Opinion | The Latest in School Segregation: Private Pandemic ‘Pods’


As school districts across the nation announce that their buildings will remain closed in the fall, parents are quickly organizing “learning pods” or “pandemic pods” — small groupings of children who gather every day and learn in a shared space, often participating in the online instruction provided by their schools. Pods are supervised either by a hired private teacher or other adult, or with parents taking turns.

At face value, learning pods seem a necessary solution to the current crisis. But in practice, they will exacerbate inequities, racial segregation and the opportunity gap within schools. Children whose parents have the means to participate in learning pods will most likely return to school academically ahead, while many low-income children will struggle at home without computers or reliable internet for online learning.

As a social emotional learning specialist, I know how important connection, community and socialization are for children and adults. I also know that parents are being crushed under the weight of having to simultaneously parent, work, and teach their children. Nowhere is the anxiety, fear and devastation that is gripping our country more evident than in our education system. The appeal of learning pods is immense. For parents who need to work and can’t supervise their children’s learning, joining a pod may feel like the only way they can educate their kids and keep their jobs.

Based on what I’ve seen online, the learning pod movement appears to be led by families with means, a large portion of whom are white. Paradoxically, at a time when the Black Lives Matter movement has prompted a national reckoning with white supremacy, white parents are again ignoring racial and class inequality when it comes to educating their children. As a result, they are actively replicating the systems that many of them say they want to dismantle.

Take the school where I work, a racially and economically diverse public elementary school in the heart of Atlanta. It’s a gentrifying school within a gentrifying neighborhood. The building is bordered by half-a-million-dollar homes on one side, and low-income apartments on the other, where a large portion of our Black students live.

But while our school is diverse, it is not integrated. As is the case across the country, white families largely socialize with one another, white children are disproportionately represented in gifted and talented programming, and white parents dominate parent committees.

This segregation will only intensify if learning pods become the norm. When people choose members of their pod, they will choose people they know and trust. In a country where 75 percent of white people report that the network of people with whom they discuss important matters is “entirely white, with no minority presence,” it is not a leap to predict that learning pods will mirror the deeply racially segregated lives of most Americans.

Parents are also more likely to join pods with families who have similarly low exposure to the coronavirus. This seemingly rational impulse will, in practice, exclude many Black and Latinx families, who are disproportionately infected by the virus. In New York City, a staggering 75 percent of all the city’s essential workers are people of color. In Georgia, Black people make up a third of the population, but, as of the end of June, they accounted for about half of all COVID-19 hospitalizations and deaths in the state.

Will privileged families that have limited exposure to the virus willingly opt into learning pods with children of essential workers? And if learning pod parents have to pay to hire someone or be among the parents able to supervise on a rotating duty, is this even an option for low-income families working essential jobs?

To compound the problem, I’ve heard from my colleagues that some parents are already pressuring school leaders to create class rosters that would enable the children in learning pods to have the same teacher, making the online instruction easier to manage for these families. The implications of this when we return to the classroom could be disastrous. Schools painstakingly design class rosters to create a diverse learning environment where the academic and social-emotional needs of every child are met. Altering class rosters for the convenience of privileged families will in effect displace Black and brown children from their classrooms.

Learning pods undermine the very reason some districts are going online in the first place. Like any environment in which people gather, they’ll potentially contribute to the spread of the virus in the communities in which they exist, and that could contribute to delays in the safe reopening of schools. And if schools remain closed, the children who suffer the most harm will be the ones who rely on schools for free and reduced meals, internet access and a place to go while their parents work essential jobs. These are the very same children who will most likely be excluded from learning pods.

Many will read this article and ask what they’re supposed to do instead. I don’t have the answer. Parents are in an unimaginably hard position. Raising children without the in-person schooling so many families rely on can be a nightmare on the most personal level.

Whatever parents ultimately decide, they must understand that every choice they make in their child’s education, even the seemingly benign, has the potential to perpetuate racial inequities rooted in white supremacy. The history of public schooling in this country is one in which white parents have repeatedly abandoned public schools, or resisted integration efforts at every turn. As a result, schools are more segregated today than during the late 1960s.

We can either take this moment to continue that pattern by retreating into the comfort of our own advantages, or we can act to dismantle racist educational policies, fight for equitable distribution of school funding and build authentic community with one another. Now is the time to reimagine our beliefs, our lives and what we’re willing to do to create a future that works for all children.

Clara Totenberg Green is a social emotional learning specialist in Atlanta Public Schools.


# Instructions to follow
Could you copy exactly the lines from the one containing "identify all the" through the last line of the records, leaving out every picture?

# Exercise input
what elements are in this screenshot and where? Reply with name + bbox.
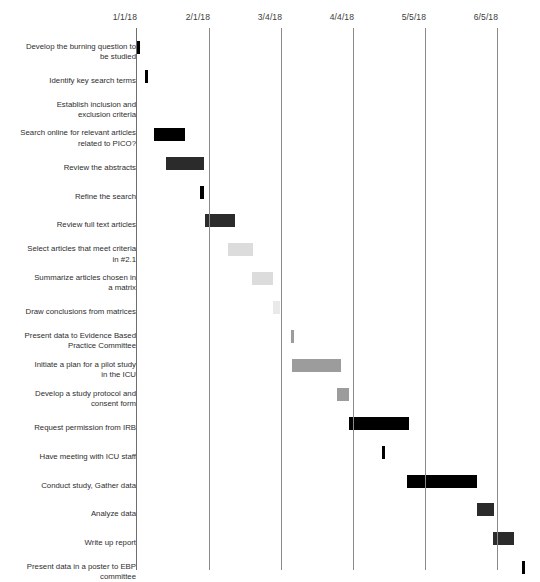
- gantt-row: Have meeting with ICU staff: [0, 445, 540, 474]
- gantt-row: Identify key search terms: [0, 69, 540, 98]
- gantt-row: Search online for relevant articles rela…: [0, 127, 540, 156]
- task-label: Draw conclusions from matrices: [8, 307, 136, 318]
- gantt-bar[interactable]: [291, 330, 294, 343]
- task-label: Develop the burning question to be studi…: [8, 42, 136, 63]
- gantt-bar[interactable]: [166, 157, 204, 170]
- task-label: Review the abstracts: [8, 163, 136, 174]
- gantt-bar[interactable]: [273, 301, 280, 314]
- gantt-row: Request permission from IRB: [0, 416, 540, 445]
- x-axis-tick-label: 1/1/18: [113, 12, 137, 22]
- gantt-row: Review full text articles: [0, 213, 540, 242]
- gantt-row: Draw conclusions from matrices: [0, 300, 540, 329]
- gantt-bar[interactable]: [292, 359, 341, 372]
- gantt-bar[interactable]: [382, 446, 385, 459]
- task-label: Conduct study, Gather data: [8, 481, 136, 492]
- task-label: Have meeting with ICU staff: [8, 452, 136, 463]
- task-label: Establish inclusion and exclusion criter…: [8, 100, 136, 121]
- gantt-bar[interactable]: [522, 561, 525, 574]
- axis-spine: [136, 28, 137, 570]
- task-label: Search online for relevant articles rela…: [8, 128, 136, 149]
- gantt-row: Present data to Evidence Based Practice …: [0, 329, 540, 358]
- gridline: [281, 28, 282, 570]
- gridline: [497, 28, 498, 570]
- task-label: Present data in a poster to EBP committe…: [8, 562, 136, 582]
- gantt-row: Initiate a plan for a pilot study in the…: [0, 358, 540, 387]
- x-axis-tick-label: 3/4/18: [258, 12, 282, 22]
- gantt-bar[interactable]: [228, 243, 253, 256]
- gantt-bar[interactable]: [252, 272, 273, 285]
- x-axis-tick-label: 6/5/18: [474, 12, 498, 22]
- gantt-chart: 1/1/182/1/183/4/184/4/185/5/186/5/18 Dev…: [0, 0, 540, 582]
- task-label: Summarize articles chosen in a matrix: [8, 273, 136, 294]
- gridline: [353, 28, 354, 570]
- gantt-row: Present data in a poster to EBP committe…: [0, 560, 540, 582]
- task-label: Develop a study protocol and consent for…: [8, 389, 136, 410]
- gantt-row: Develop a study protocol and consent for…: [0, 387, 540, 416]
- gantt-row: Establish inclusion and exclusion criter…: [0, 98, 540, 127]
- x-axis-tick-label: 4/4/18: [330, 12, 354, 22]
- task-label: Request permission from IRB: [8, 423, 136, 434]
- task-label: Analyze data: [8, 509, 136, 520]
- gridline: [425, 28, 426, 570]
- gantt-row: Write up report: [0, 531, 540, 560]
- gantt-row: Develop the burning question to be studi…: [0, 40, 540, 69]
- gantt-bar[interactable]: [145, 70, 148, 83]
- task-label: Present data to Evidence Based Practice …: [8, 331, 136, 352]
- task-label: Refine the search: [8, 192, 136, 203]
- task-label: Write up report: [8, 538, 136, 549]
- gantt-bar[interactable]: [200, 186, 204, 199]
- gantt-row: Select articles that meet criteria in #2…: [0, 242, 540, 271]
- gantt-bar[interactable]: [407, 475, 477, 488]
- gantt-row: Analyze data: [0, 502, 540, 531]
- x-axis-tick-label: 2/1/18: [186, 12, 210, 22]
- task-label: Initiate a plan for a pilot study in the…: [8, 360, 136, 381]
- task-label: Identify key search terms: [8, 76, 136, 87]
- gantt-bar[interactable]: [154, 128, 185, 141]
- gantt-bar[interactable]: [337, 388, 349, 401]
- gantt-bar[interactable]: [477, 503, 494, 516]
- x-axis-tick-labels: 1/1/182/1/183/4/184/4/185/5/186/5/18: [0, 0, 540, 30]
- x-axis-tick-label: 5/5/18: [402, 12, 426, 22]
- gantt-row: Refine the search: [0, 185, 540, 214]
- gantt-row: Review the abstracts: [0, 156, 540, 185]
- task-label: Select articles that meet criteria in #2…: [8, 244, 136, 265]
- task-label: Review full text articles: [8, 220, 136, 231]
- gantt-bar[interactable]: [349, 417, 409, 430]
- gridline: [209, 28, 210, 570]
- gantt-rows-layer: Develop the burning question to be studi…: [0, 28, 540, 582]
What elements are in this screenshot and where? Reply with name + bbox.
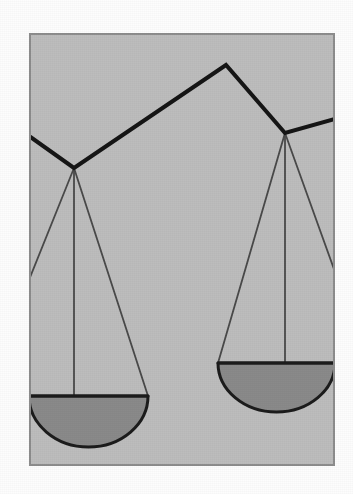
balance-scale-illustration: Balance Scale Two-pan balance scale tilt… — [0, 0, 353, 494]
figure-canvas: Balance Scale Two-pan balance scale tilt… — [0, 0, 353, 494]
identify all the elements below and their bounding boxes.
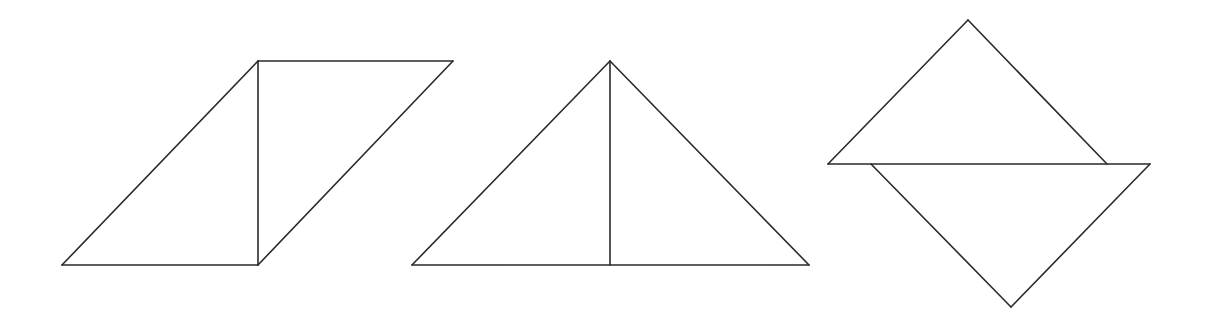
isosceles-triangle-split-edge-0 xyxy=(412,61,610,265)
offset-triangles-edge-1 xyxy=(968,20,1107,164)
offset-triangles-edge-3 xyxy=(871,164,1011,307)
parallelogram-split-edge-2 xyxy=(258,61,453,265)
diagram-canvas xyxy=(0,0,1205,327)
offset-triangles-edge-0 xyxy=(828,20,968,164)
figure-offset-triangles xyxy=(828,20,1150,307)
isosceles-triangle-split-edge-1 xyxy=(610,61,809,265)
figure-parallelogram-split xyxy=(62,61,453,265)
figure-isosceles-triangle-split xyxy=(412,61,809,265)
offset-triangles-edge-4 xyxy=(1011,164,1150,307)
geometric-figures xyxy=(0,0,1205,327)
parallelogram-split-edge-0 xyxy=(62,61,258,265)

# Answer below
identify all the elements below and their bounding boxes.
isosceles-triangle-split-edge-0 xyxy=(412,61,610,265)
offset-triangles-edge-1 xyxy=(968,20,1107,164)
offset-triangles-edge-3 xyxy=(871,164,1011,307)
parallelogram-split-edge-2 xyxy=(258,61,453,265)
diagram-canvas xyxy=(0,0,1205,327)
offset-triangles-edge-0 xyxy=(828,20,968,164)
figure-offset-triangles xyxy=(828,20,1150,307)
isosceles-triangle-split-edge-1 xyxy=(610,61,809,265)
figure-parallelogram-split xyxy=(62,61,453,265)
figure-isosceles-triangle-split xyxy=(412,61,809,265)
offset-triangles-edge-4 xyxy=(1011,164,1150,307)
geometric-figures xyxy=(0,0,1205,327)
parallelogram-split-edge-0 xyxy=(62,61,258,265)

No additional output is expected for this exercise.